● **Task directions**
With the pictures left out, return exactly the lines from the one containing "The image size is (700, 500)." through the end of the listing below.

● **Records provided**
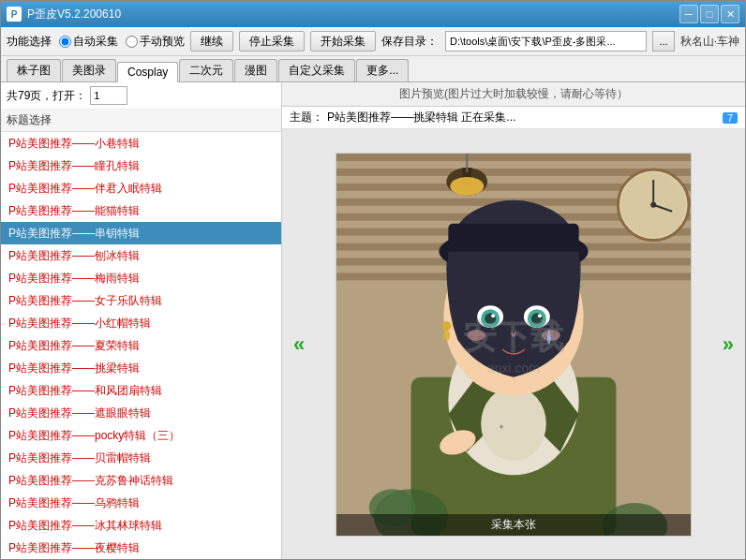 Image resolution: width=746 pixels, height=560 pixels. What do you see at coordinates (343, 41) in the screenshot?
I see `start-button: 开始采集` at bounding box center [343, 41].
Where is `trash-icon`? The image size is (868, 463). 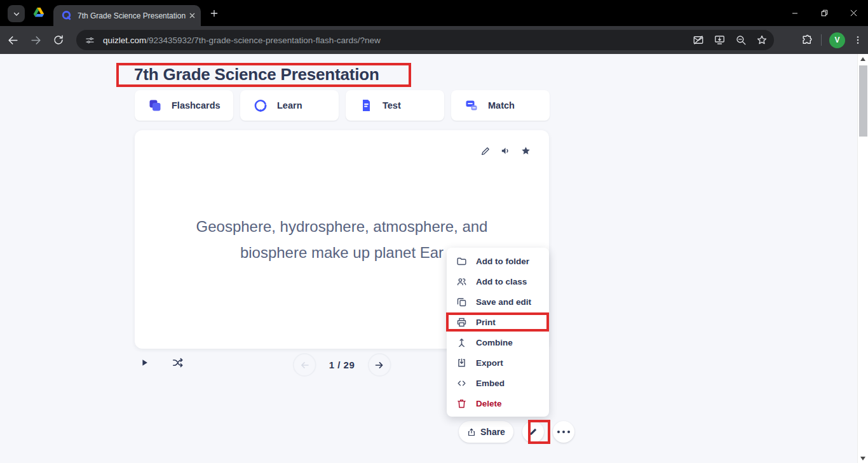 trash-icon is located at coordinates (461, 404).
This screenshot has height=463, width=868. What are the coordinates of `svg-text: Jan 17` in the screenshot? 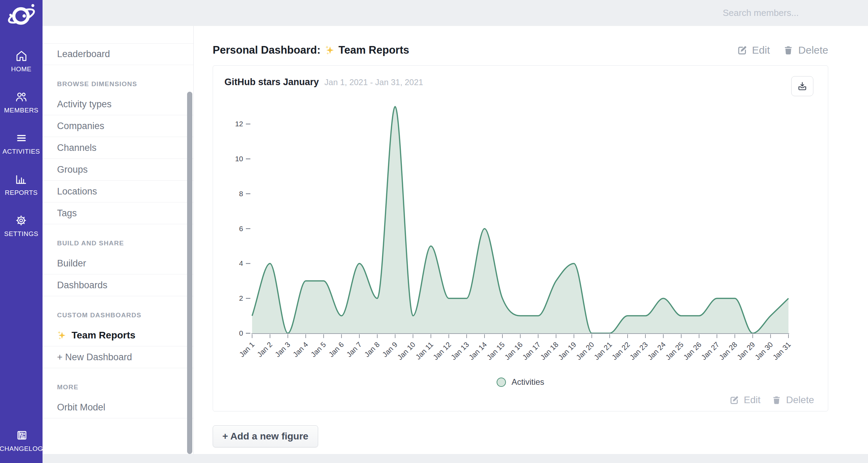 It's located at (531, 351).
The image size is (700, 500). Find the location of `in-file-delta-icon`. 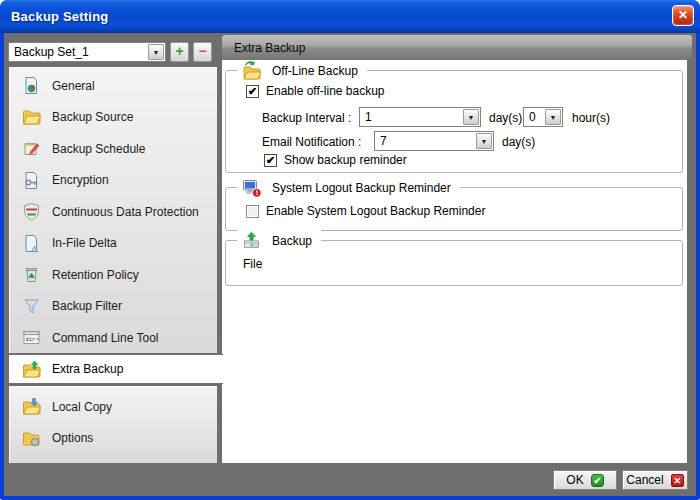

in-file-delta-icon is located at coordinates (32, 244).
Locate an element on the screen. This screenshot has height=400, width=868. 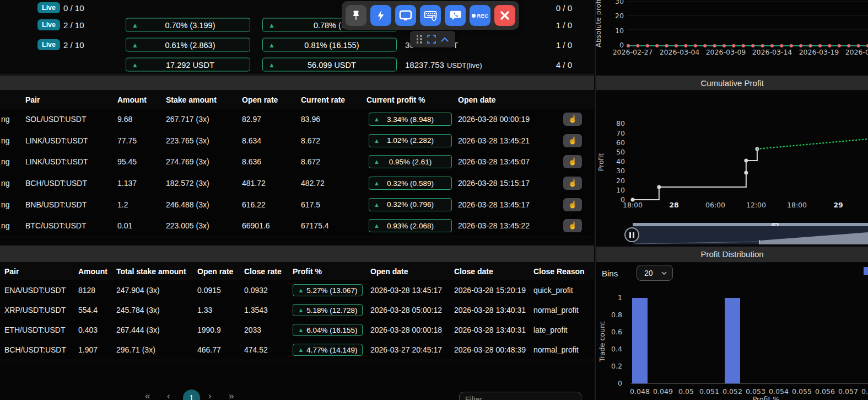
trade-pair: SOL/USDT:USDT is located at coordinates (56, 119).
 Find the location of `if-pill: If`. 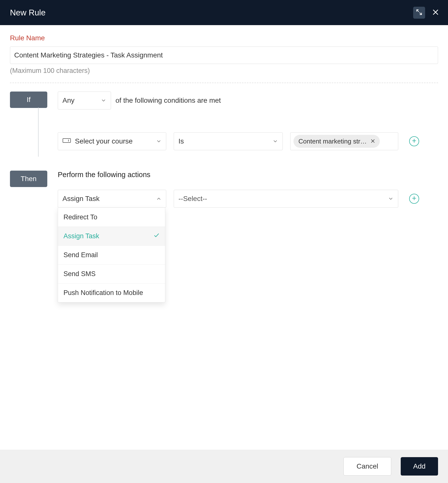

● **Response**
The image size is (700, 500). Find the location of `in-file-delta-icon`. 

in-file-delta-icon is located at coordinates (32, 244).
Locate an element on the screen. This screenshot has height=400, width=868. 
trade-pair: SOL/USDT:USDT is located at coordinates (56, 119).
 Find the location of `if-pill: If`. 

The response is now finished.